Have Small Firms Created a Disproportionate Share of New Jobs in Canada?: A Reassessment of the Facts
Statistics Canada Working Paper 71
34 Pages Posted: 7 Aug 1996
Date Written: November 1994
Abstract
The statistical observation that small firms have created the majority of new jobs during the 1980s has had a tremendous influence on public policy. Governments have looked to the small firm sector for employment growth and have promoted policies to augment this expansion. However, recent research in the U.S. suggests that net job creation in the small firm sector may have been overestimated, relative to that in large firms. This paper addresses various measurement issues raised in the recent research and uses a very unique Canadian longitudinal data set that encompasses all companies in the Canadian economy to reassess the issue of job creation by firm size. We conclude that over the 1978-92 period, for both the entire Canadian economy and the manufacturing sector, the growth rate of (net) employment decreases monotonically as the size of firm increases, no matter which method of sizing firms is used. The small firm sector has accounted for a disproportionate share of both gross job gains and job losses and, in that aggregate, accounted for a disproportionate share of the employment increase over the period. Measurement does matter, however, as the magnitude of the difference in the growth rates of small and large firms is very sensitive to the measurement approaches used. The paper also produces results for various industrial sectors, asks whether the more rapid growth in industries with a high proportion of small firms is responsible for the findings at the all-economy level, and examines employment growth in existing small and large firms (i.e., excluding births). It is found that employment growth in the population of existing small and large firms is very similar.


What to work on -> All of the data below should be set down again verbatim, without any images.

(Image-backed grounding data)
● ● ● ●
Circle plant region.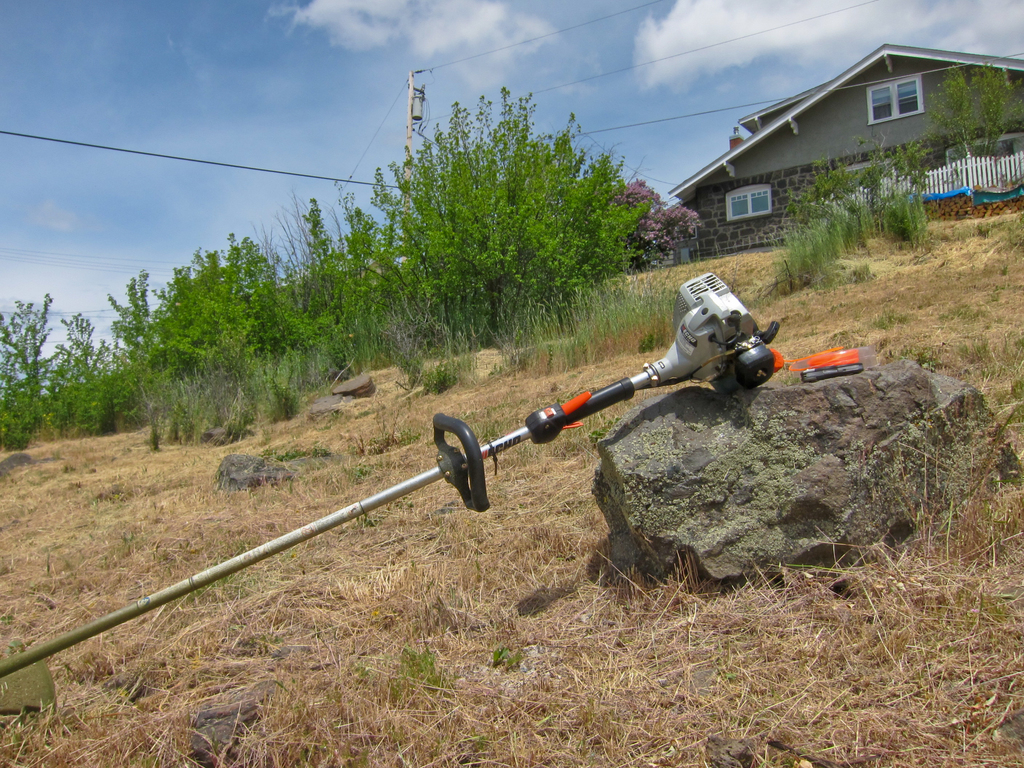
Region: {"x1": 1002, "y1": 269, "x2": 1007, "y2": 276}.
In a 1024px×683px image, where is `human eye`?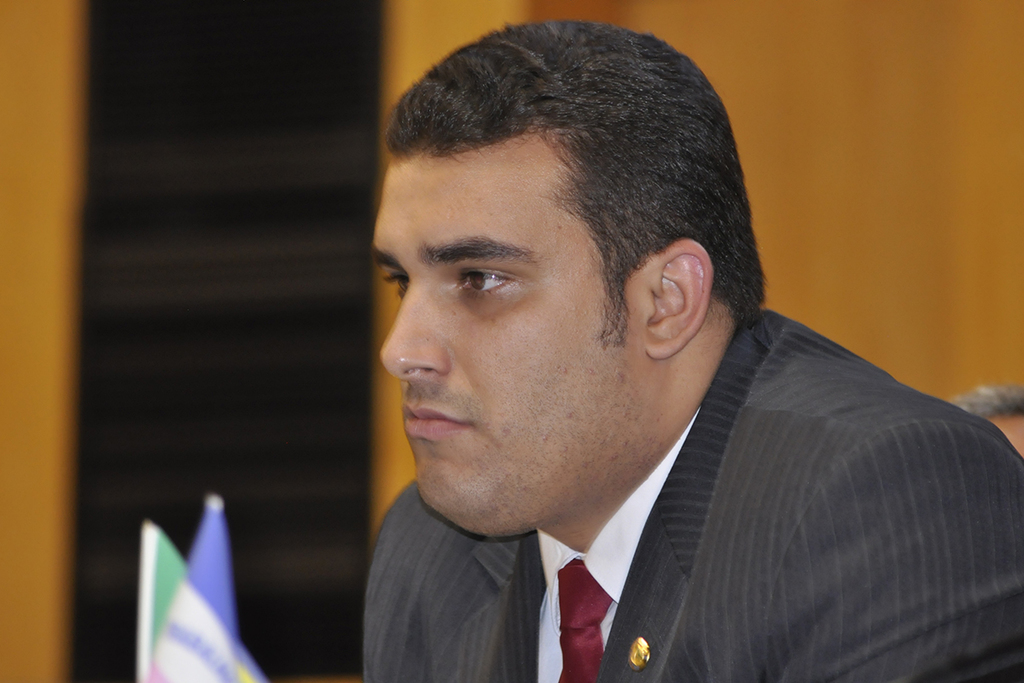
[447,262,522,310].
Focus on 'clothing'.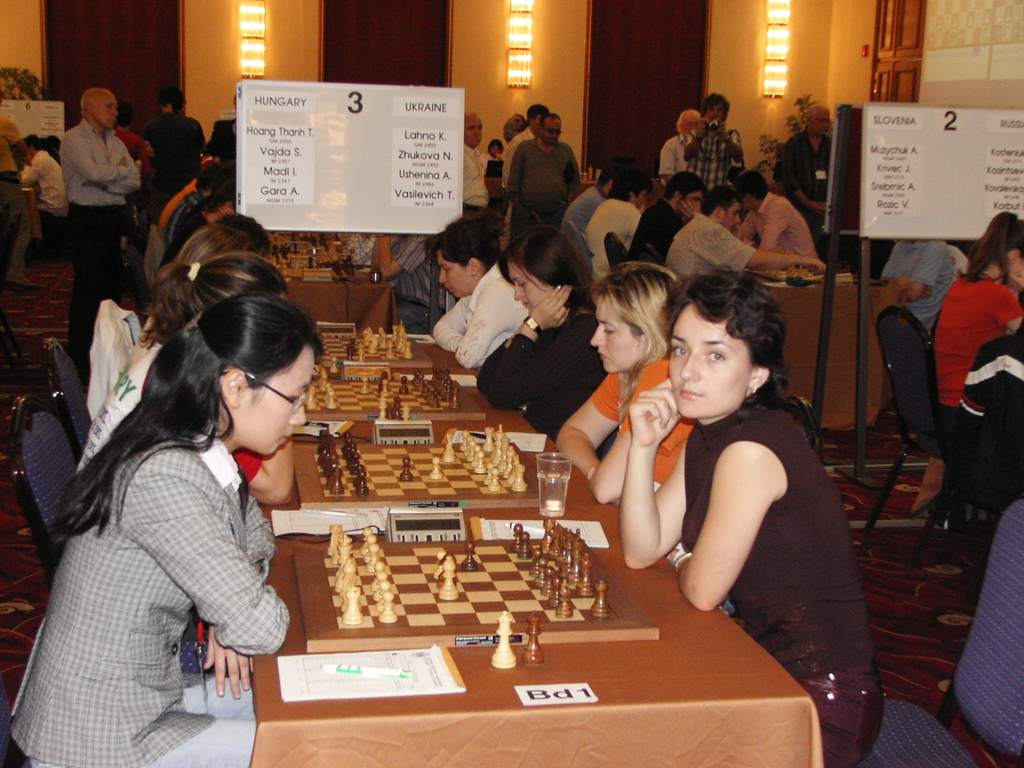
Focused at 83 296 141 424.
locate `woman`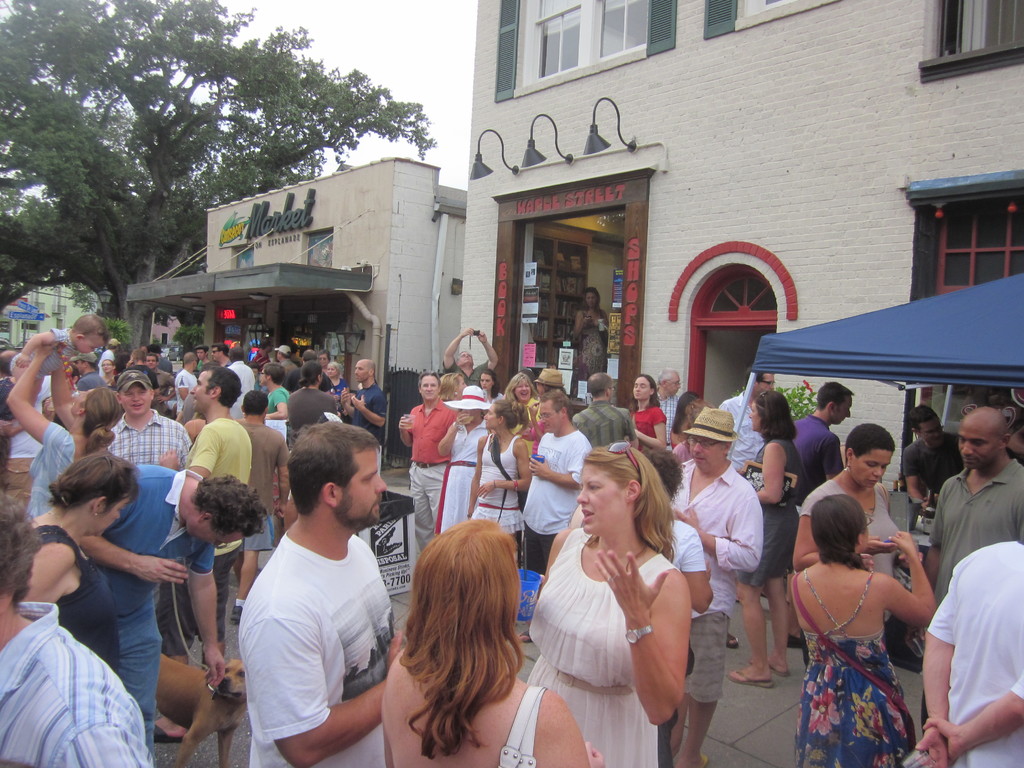
box=[573, 285, 612, 386]
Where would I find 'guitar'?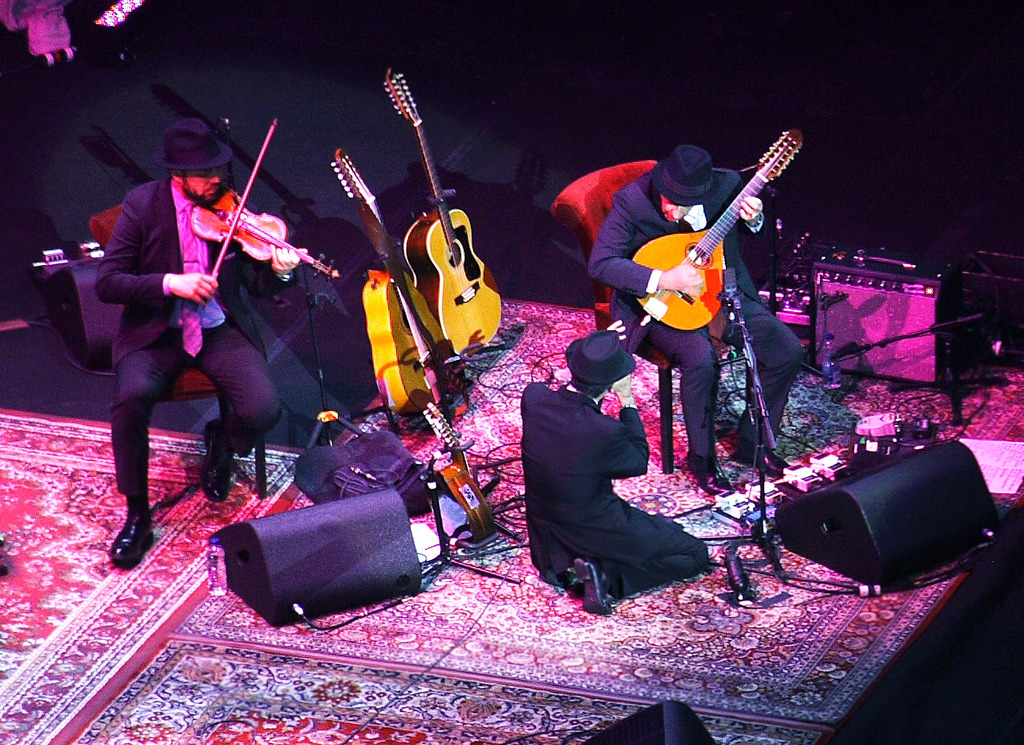
At bbox=(614, 125, 818, 336).
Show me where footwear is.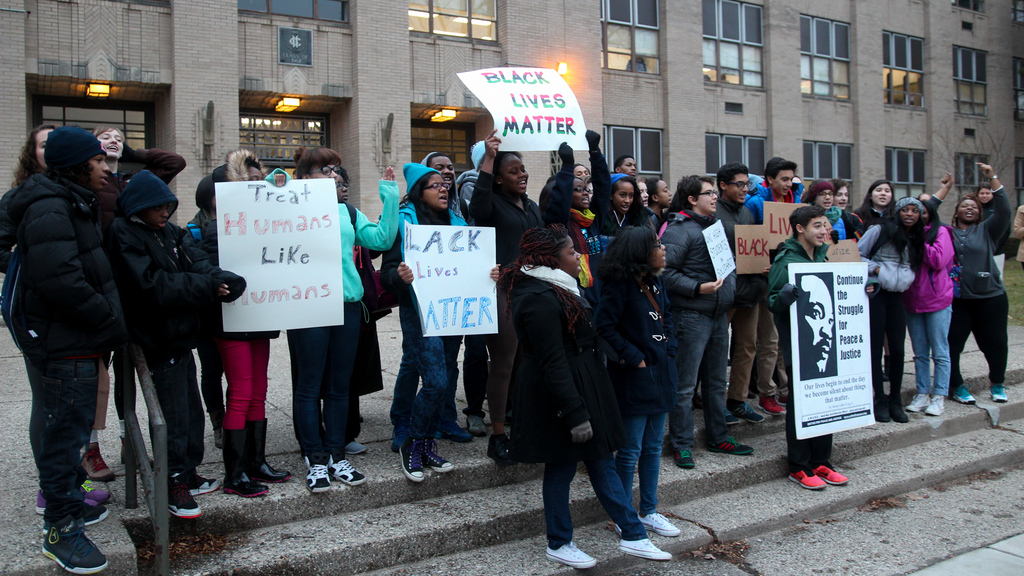
footwear is at [left=224, top=424, right=276, bottom=499].
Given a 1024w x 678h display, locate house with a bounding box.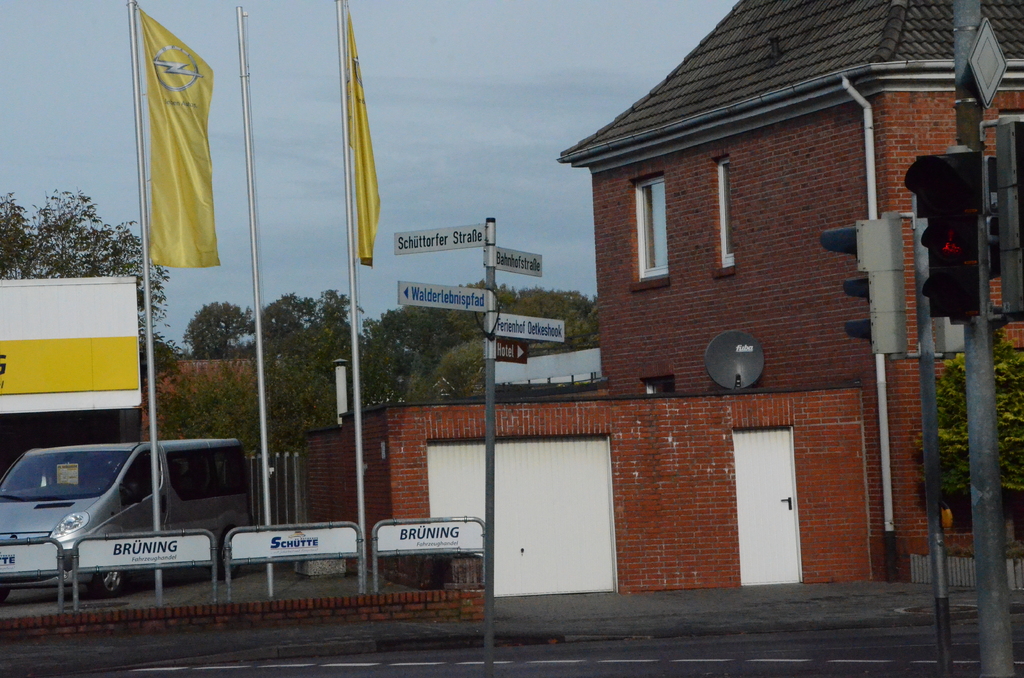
● ● ● ●
Response to this exercise ->
Circle plant region.
Region: {"x1": 1002, "y1": 269, "x2": 1007, "y2": 276}.
In a 1024px×683px image, where is `human eye`?
[447,262,522,310].
Focus on 'clothing'.
Focused at 83 296 141 424.
locate `woman`
box=[573, 285, 612, 386]
Where would I find 'guitar'?
At bbox=(614, 125, 818, 336).
Show me where footwear is.
footwear is at [left=224, top=424, right=276, bottom=499].
Given a 1024w x 678h display, locate house with a bounding box.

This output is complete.